On Monday, June 30, San Francisco Opera announced that a new collective bargaining agreement had been signed by the company’s orchestra on Thursday, June 26, just a day before the Pride Concert closing out the 2025 summer season at the War Memorial Opera House.
The two-year contract with the American Federation of Musicians Local 6 is set to run through July 31, 2026, assuring labor peace for next season. The agreement is retroactive to Aug. 1, 2024, the date the last contract expired; between then and now, the parties had agreed to temporary extensions to prevent a strike.
The official announcement from SF Opera mentioned “a commitment between the orchestra and the company to negotiate a multiyear contract in the next round of negotiations” — presumably referring to the three-year agreements customary before the interruptions of the COVID-19 pandemic.
The announcement didn’t go into specifics but described the contract as including “wage increases in each of the years and enhanced retirement packages. The new agreement also includes a collaboration between the orchestra and the company to realize a major change to its healthcare plans, resulting in transformational financial savings without reductions in benefits or increases in costs to participants.”

“We’re happy to have reached this agreement and are especially proud that our musicians, along with our healthcare consultant, identified and delivered major cost savings that will benefit the entire company,” said oboist Gabe Young, chair of the SF Opera Orchestra negotiating committee.
“I am very grateful to both the musicians and the staff who worked with great commitment, care, and thoughtfulness to reach this new agreement,” said General Director Matthew Shilvock. “We deeply value the extraordinary talents of the San Francisco Opera Orchestra and the transcendent music-making they realize in both our theater and in the community. We look forward to a wonderful season ahead that will showcase music-making at the highest level.”
There is still no word from the San Francisco Symphony, where the musicians worked without a contract for over 300 days in 2022 and 2023 and then agreed to a short-term collective bargaining agreement, which expired on Nov. 23, 2024, and was then extended twice to run through April 26 of this year — but not beyond that date.

The SF Opera Orchestra’s contract for the 2018–2019 season called for a base minimum salary of $95,284, which was set to rise to $107,243 by 2022–2023. But musician wages were cut by 44 percent in fall 2020, when the opera house and other performance venues were closed because of COVID-19. Gradual pay increases followed, and the base salary was back to $110,467 by the 2023–2024 season, according to the SF Opera administration.
Before the announcement of the new contract, a company spokesperson told SF Classical Voice that “the full guaranteed minimum has been restored, and the recent extensions included a wage increase.”
However, the musicians’ union spokesperson said in response that salary growth had been “below the rate of inflation.” The number of vacant seats within the orchestra and the annual decline in the number of productions being staged were just some of the union’s other ongoing concerns.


§ ACTIVITY: Please set down the lines of the listing exactly, from its first line to the line with "The image size is (904, 495).", leaving the pictures out.
##########
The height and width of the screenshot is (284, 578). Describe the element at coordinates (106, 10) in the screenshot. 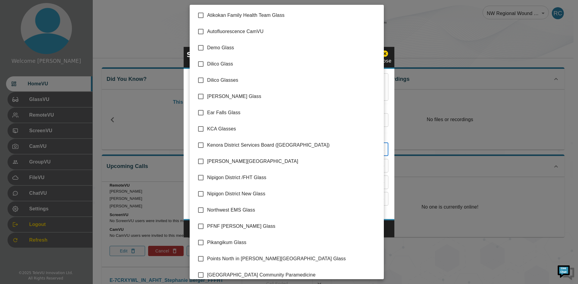

I see `div: Minimize live chat window` at that location.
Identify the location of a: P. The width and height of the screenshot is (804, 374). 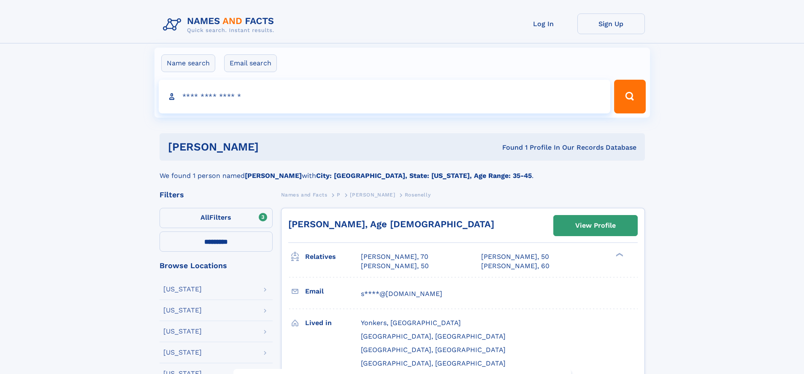
(338, 195).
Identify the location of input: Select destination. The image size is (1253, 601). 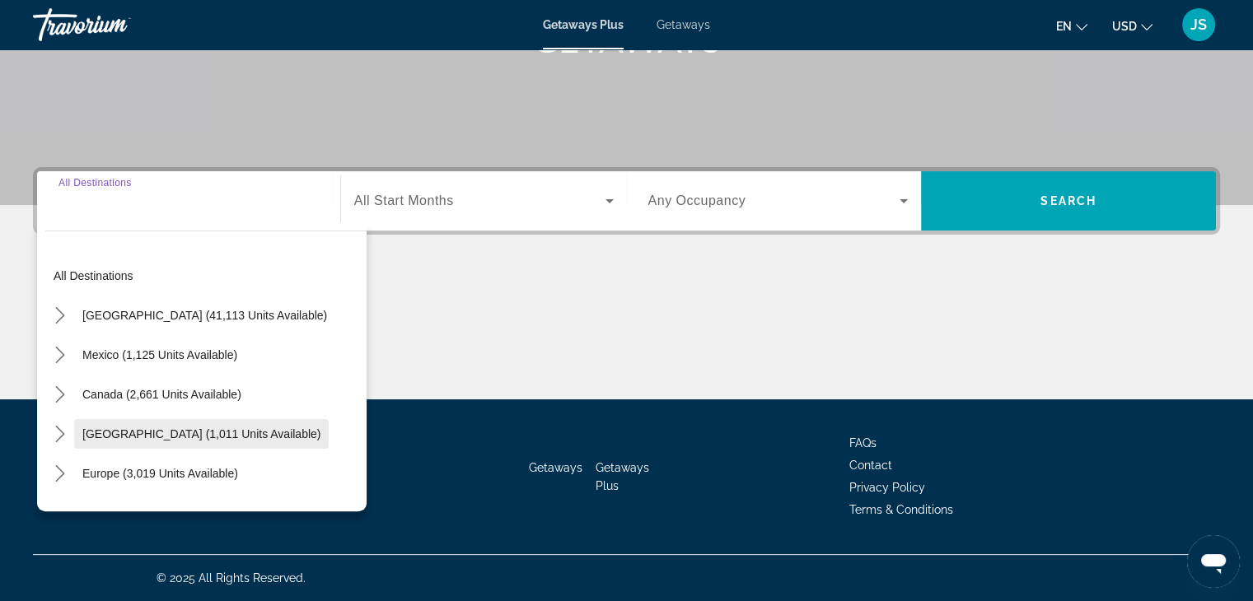
(189, 202).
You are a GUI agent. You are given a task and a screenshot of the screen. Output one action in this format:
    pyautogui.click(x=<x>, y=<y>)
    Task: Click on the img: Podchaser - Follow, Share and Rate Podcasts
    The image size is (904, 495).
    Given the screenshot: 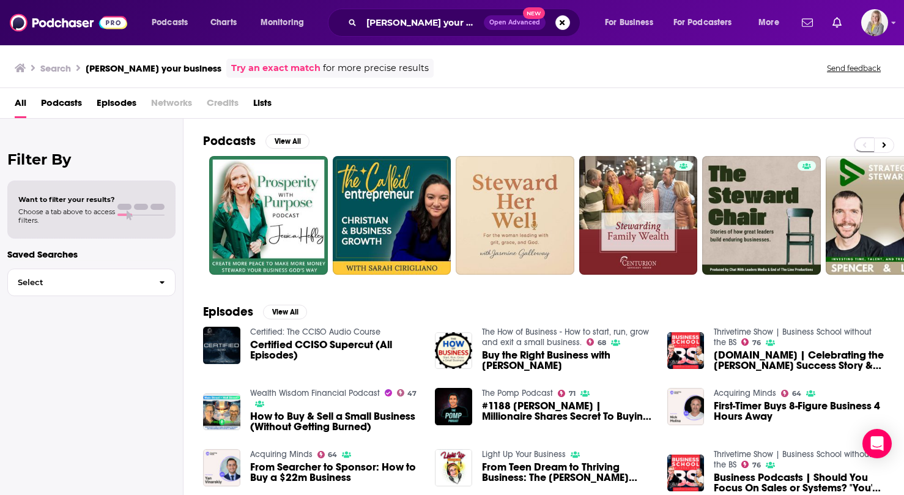 What is the action you would take?
    pyautogui.click(x=69, y=23)
    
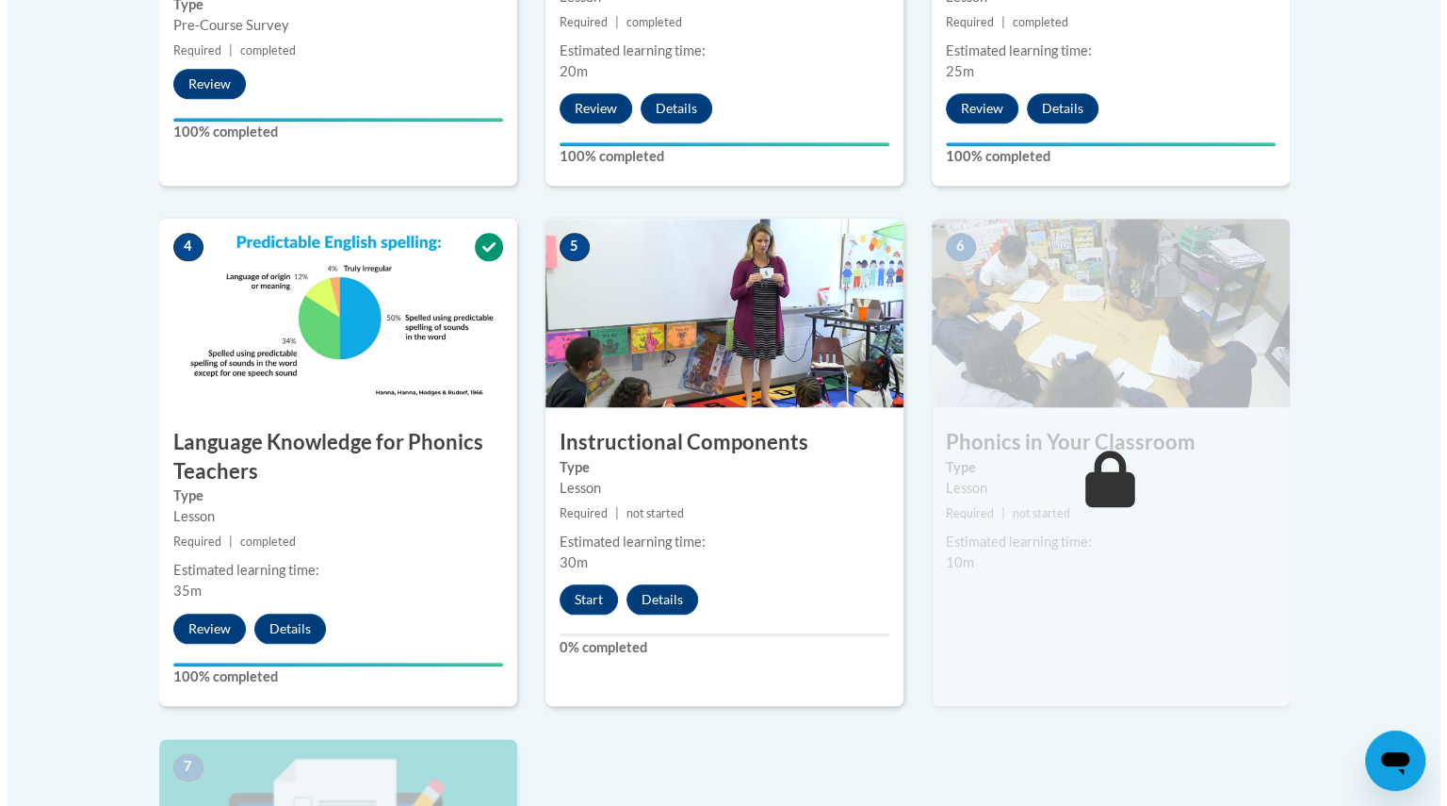  Describe the element at coordinates (566, 562) in the screenshot. I see `span: 30m` at that location.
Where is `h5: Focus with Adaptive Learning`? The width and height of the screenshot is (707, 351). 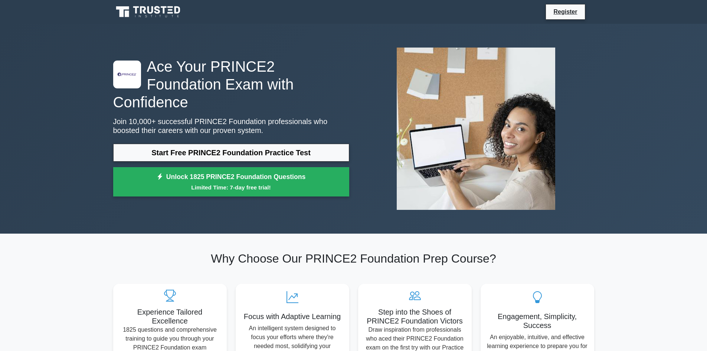
h5: Focus with Adaptive Learning is located at coordinates (293, 316).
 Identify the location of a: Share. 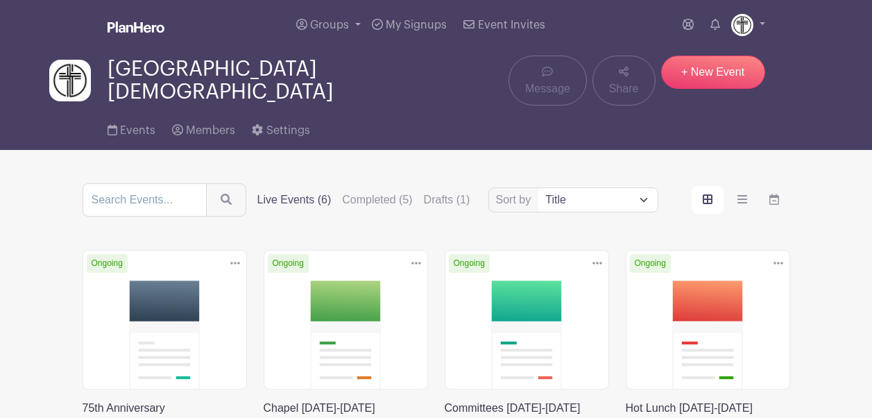
(624, 81).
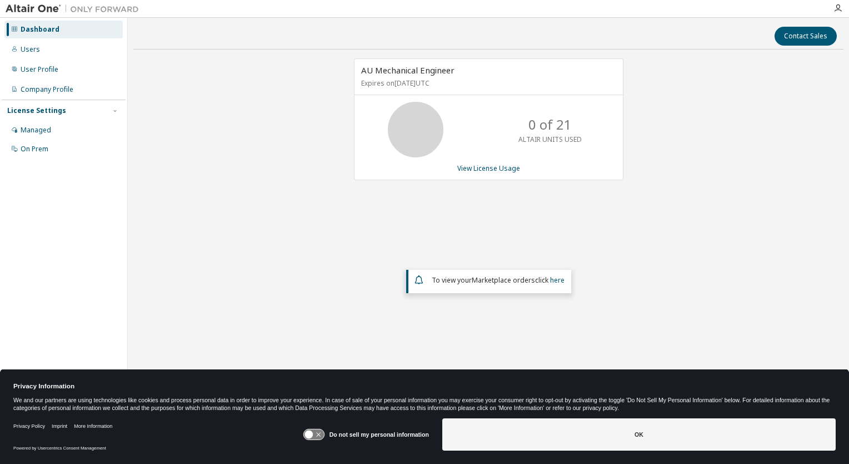 The height and width of the screenshot is (464, 849). I want to click on span: To view your click, so click(498, 280).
##########
§ EXPECTED ANSWER:
The height and width of the screenshot is (284, 578). Describe the element at coordinates (106, 10) in the screenshot. 

I see `div: Minimize live chat window` at that location.
Identify the location of a: P. The width and height of the screenshot is (804, 374). 
(338, 195).
Identify the location of input: Select destination. The image size is (1253, 601). 
(189, 202).
You are a GUI agent. You are given a task and a screenshot of the screen. Output one action in this format:
    pyautogui.click(x=<x>, y=<y>)
    Task: Click on the img: Podchaser - Follow, Share and Rate Podcasts
    The image size is (904, 495).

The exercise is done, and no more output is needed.